Zero-Day Team Launches with Emergency IE Patch
Holy Mother of Thor writes to mention an eWeek article about a third-party patch for Internet Explorer. A dark horse security group formed after the WMF attacks in late 2005, the ZERT (Zero Day Emergency Response Team) has released a patch to attempt to slow the malware attacks on Windows. From the article: "'It is clear that we are dealing with an underground group of people who are writing exploits for profits. They are waiting for Patch Tuesday to pass, then it becomes Exploit Wednesday. We're seeing these zero-days in the wild, timed precisely to guarantee at least an entire month to spread,' Stewart said in an interview with eWEEK. Stewart, who is volunteering his reverse-engineering skills and time to ZERT in his private capacity, wrote an early version of the VML (Vector Markup Language) patch the group released Sept. 22 and worked closely with others to fine-tune the update to minimize potential glitches."

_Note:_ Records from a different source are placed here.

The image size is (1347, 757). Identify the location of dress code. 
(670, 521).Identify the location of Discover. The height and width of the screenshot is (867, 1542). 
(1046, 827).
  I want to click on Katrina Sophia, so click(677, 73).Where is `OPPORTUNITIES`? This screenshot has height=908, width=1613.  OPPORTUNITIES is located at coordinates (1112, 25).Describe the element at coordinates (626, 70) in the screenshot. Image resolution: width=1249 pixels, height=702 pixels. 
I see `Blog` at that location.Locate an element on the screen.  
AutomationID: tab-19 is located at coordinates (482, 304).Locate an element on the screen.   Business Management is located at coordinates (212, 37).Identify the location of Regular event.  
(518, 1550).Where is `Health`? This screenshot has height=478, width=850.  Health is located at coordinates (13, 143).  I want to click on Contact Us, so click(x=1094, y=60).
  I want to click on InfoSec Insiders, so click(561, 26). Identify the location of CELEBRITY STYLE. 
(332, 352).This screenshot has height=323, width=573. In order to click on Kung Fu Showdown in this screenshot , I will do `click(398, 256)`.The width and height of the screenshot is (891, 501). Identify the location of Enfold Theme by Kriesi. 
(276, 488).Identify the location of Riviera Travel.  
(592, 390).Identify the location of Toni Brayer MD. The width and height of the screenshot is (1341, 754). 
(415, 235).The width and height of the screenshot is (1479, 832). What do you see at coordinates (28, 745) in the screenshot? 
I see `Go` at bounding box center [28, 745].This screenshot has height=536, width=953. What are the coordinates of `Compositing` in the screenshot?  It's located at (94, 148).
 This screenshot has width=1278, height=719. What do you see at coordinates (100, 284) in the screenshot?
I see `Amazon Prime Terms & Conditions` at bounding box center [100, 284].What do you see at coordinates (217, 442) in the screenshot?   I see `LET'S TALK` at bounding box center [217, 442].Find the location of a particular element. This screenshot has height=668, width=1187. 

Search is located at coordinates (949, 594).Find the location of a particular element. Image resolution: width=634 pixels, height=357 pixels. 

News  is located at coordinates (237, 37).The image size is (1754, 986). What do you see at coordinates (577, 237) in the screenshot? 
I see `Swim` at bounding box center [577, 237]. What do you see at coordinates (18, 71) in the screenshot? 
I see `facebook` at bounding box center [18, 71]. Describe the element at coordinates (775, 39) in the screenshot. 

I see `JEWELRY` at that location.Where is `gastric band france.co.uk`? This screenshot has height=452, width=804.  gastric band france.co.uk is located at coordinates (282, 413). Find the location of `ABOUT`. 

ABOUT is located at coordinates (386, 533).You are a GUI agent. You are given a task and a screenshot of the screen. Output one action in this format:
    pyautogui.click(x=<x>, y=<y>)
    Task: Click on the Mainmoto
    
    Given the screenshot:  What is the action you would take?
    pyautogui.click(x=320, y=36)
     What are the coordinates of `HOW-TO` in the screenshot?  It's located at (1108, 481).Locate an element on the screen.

but it didn't have anything to do with DRM
Summation 2
There is no superior technology or anything that would help to make Firefox inherently more secure.
Uh, not quite.
MSIE was rewritten in the mid 1990s so that core modules became an integral part of the Windows OS. It is generally recognized that maintaining a wall between OS and app is good engineering, partly because it avoids many difficult security issues. This is especially true when the application is an interface to the outside world that by nature cannot be secured, like a browser. MS in its wisdom determined that the immediate courtroom benefits of knocking that wall down outweighed the security and maintenance concerns. This was a central part of their defense strategy against lawsuits brought by Netscape and others.
So yes, Firefox's implementation of the available technology is inherently more secure. Firefox preserves the wall between itself and the OS, and is not a superhighway into the core of the OS, the way today's MSIE is.